The Conet Project was rereleased in a five-disc 15th anniversary edition in April 2013 with a new booklet, featuring detailed photographs of a numbers station voice sample controller, a Sprach-Morse-Generator der HVA des MfS (Hauptverwaltung Aufklärung des Ministeriums für Staatssicherheit der DDR) and one-time pad samples of the type used by the East German Stasi.
When it was released, Yankee Hotel Foxtrot reached number thirteen on the Billboard 200, Wilco's highest chart position to that date. [61] Yankee Hotel Foxtrot sold over 590,000 copies, and to date remains Wilco's best-selling album. [62]

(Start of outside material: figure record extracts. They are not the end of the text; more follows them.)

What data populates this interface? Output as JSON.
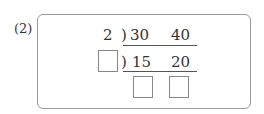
{
  "problem": {
    "label": "(2)",
    "row1": {
      "divisor": "2",
      "paren": ")",
      "a": "30",
      "b": "40"
    },
    "row2": {
      "divisor_blank": "",
      "paren": ")",
      "a": "15",
      "b": "20"
    },
    "row3": {
      "blank_a": "",
      "blank_b": ""
    }
  }
}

Alpha Mike Foxtrot: Rare Tracks 1994–2014: 4CD box set of rarities and outtakes, many of them detailed below. 2023 Crosseyed Strangers: An Alternate Yankee Hotel Foxtrot: Record Store Day release of various alternate and live versions of songs from Yankee Hotel Foxtrot
Seven days later, Tweedy decided that he would stream the entirety of Yankee Hotel Foxtrot on Wilco's official website. [1]: 225 Over thirty record labels offered to release Yankee Hotel Foxtrot after the departure from Reprise was official. [21] One of the thirty was Warner Brothers affiliate Nonesuch Records, who signed Wilco in November 2001 ...
Mermaid Avenue is a 1998 album of previously unheard lyrics written by American folk singer Woody Guthrie, put to music written and performed by British singer Billy Bragg and the American band Wilco.

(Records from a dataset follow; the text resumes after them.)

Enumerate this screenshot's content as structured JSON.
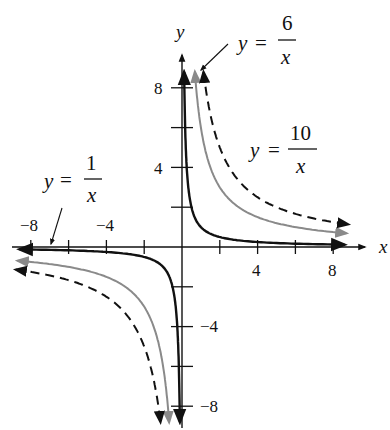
{
  "chart_data": {
    "type": "line",
    "title": "",
    "xlabel": "x",
    "ylabel": "y",
    "xlim": [
      -9,
      9
    ],
    "ylim": [
      -9,
      9
    ],
    "grid": false,
    "x_ticks": [
      -8,
      -6,
      -4,
      -2,
      2,
      4,
      6,
      8
    ],
    "x_tick_labels": [
      "-8",
      "-4",
      "4",
      "8"
    ],
    "y_ticks": [
      -8,
      -6,
      -4,
      -2,
      2,
      4,
      6,
      8
    ],
    "y_tick_labels": [
      "8",
      "4",
      "-4",
      "-8"
    ],
    "series": [
      {
        "name": "y = 1/x",
        "k": 1,
        "style": "solid",
        "color": "#111111"
      },
      {
        "name": "y = 6/x",
        "k": 6,
        "style": "solid",
        "color": "#8a8a8a"
      },
      {
        "name": "y = 10/x",
        "k": 10,
        "style": "dashed",
        "color": "#111111"
      }
    ],
    "annotations": [
      {
        "text": "y = 1/x",
        "numerator": "1",
        "position": "upper-left, arrow pointing to left branch near x-axis"
      },
      {
        "text": "y = 6/x",
        "numerator": "6",
        "position": "top, arrow pointing to top of gray branch"
      },
      {
        "text": "y = 10/x",
        "numerator": "10",
        "position": "right of dashed branch"
      }
    ]
  },
  "labels": {
    "x_axis": "x",
    "y_axis": "y",
    "tick_neg8_x": "−8",
    "tick_neg4_x": "−4",
    "tick_4_x": "4",
    "tick_8_x": "8",
    "tick_8_y": "8",
    "tick_4_y": "4",
    "tick_neg4_y": "−4",
    "tick_neg8_y": "−8",
    "eq_y": "y",
    "eq_equals": "=",
    "eq_x": "x",
    "eq1_num": "1",
    "eq6_num": "6",
    "eq10_num": "10"
  },
  "colors": {
    "ink": "#111111",
    "gray_curve": "#8a8a8a",
    "background": "#ffffff"
  }
}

The Numbers Station is a 2013 American action thriller film, starring John Cusack and Malin Åkerman, about a burned-out CIA black ops agent assigned to protect the code operator at a secret American numbers station somewhere in the British countryside.

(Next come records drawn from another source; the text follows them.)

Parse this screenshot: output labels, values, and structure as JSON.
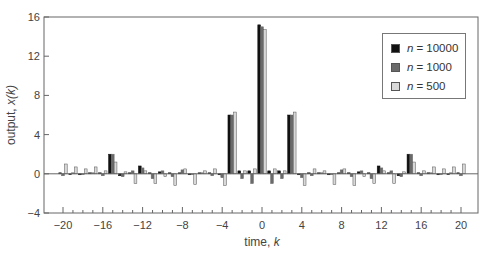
{
  "chart_data": {
    "type": "bar",
    "title": "",
    "xlabel": "time, k",
    "ylabel": "output, x(k)",
    "xlim": [
      -21,
      21.7
    ],
    "ylim": [
      -4,
      16
    ],
    "xticks": [
      -20,
      -16,
      -12,
      -8,
      -4,
      0,
      4,
      8,
      12,
      16,
      20
    ],
    "yticks": [
      -4,
      0,
      4,
      8,
      12,
      16
    ],
    "grid": false,
    "legend_position": "upper right",
    "x": [
      -20,
      -19,
      -18,
      -17,
      -16,
      -15,
      -14,
      -13,
      -12,
      -11,
      -10,
      -9,
      -8,
      -7,
      -6,
      -5,
      -4,
      -3,
      -2,
      -1,
      0,
      1,
      2,
      3,
      4,
      5,
      6,
      7,
      8,
      9,
      10,
      11,
      12,
      13,
      14,
      15,
      16,
      17,
      18,
      19,
      20
    ],
    "series": [
      {
        "name": "n = 10000",
        "color": "#111111",
        "values": [
          0.1,
          0.0,
          -0.1,
          0.1,
          0.1,
          2.0,
          -0.2,
          0.1,
          0.8,
          0.1,
          0.2,
          0.1,
          0.1,
          -0.1,
          0.1,
          0.1,
          -0.1,
          6.0,
          0.3,
          0.3,
          15.2,
          0.3,
          0.3,
          6.0,
          -0.1,
          0.1,
          0.1,
          -0.1,
          0.1,
          0.1,
          0.2,
          0.1,
          0.8,
          0.1,
          -0.2,
          2.0,
          0.1,
          0.1,
          -0.1,
          0.0,
          0.1
        ]
      },
      {
        "name": "n = 1000",
        "color": "#6a6a6a",
        "values": [
          -0.2,
          0.1,
          0.0,
          0.1,
          -0.2,
          2.0,
          -0.3,
          0.3,
          0.6,
          -0.5,
          0.3,
          -0.3,
          0.4,
          0.0,
          0.1,
          -0.2,
          -0.4,
          6.0,
          -0.5,
          -1.0,
          15.0,
          -1.0,
          -0.5,
          6.0,
          -0.4,
          -0.2,
          0.1,
          0.0,
          0.4,
          -0.3,
          0.3,
          -0.5,
          0.6,
          0.3,
          -0.3,
          2.0,
          -0.2,
          0.1,
          0.0,
          0.1,
          -0.2
        ]
      },
      {
        "name": "n = 500",
        "color": "#d8d8d8",
        "values": [
          1.0,
          0.7,
          0.5,
          0.7,
          0.3,
          1.2,
          0.2,
          -1.0,
          0.3,
          -1.0,
          -0.3,
          -1.2,
          0.5,
          -1.1,
          0.3,
          0.5,
          -1.2,
          6.3,
          0.3,
          0.5,
          14.7,
          0.5,
          0.3,
          6.3,
          -1.2,
          0.5,
          0.3,
          -1.1,
          0.5,
          -1.2,
          -0.3,
          -1.0,
          0.3,
          -1.0,
          0.2,
          1.2,
          0.3,
          0.7,
          0.5,
          0.7,
          1.0
        ]
      }
    ]
  },
  "legend": {
    "items": [
      {
        "var": "n",
        "text": "= 10000",
        "color": "#111111"
      },
      {
        "var": "n",
        "text": "= 1000",
        "color": "#6a6a6a"
      },
      {
        "var": "n",
        "text": "= 500",
        "color": "#d8d8d8"
      }
    ]
  },
  "axes": {
    "xlabel_prefix": "time, ",
    "xlabel_var": "k",
    "ylabel_prefix": "output, ",
    "ylabel_var": "x(k)"
  }
}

[4] After the mortgage was foreclosed in December 1932, the entire complex was purchased jointly by Paramount Pictures and Lucas & Jenkins, a Georgia company that owned a hundred theatres. [5] In 1939, the movie most associated with Atlanta and the South, Gone with the Wind, premiered at the now-demolished Loew's Grand Theatre rather than the Fox.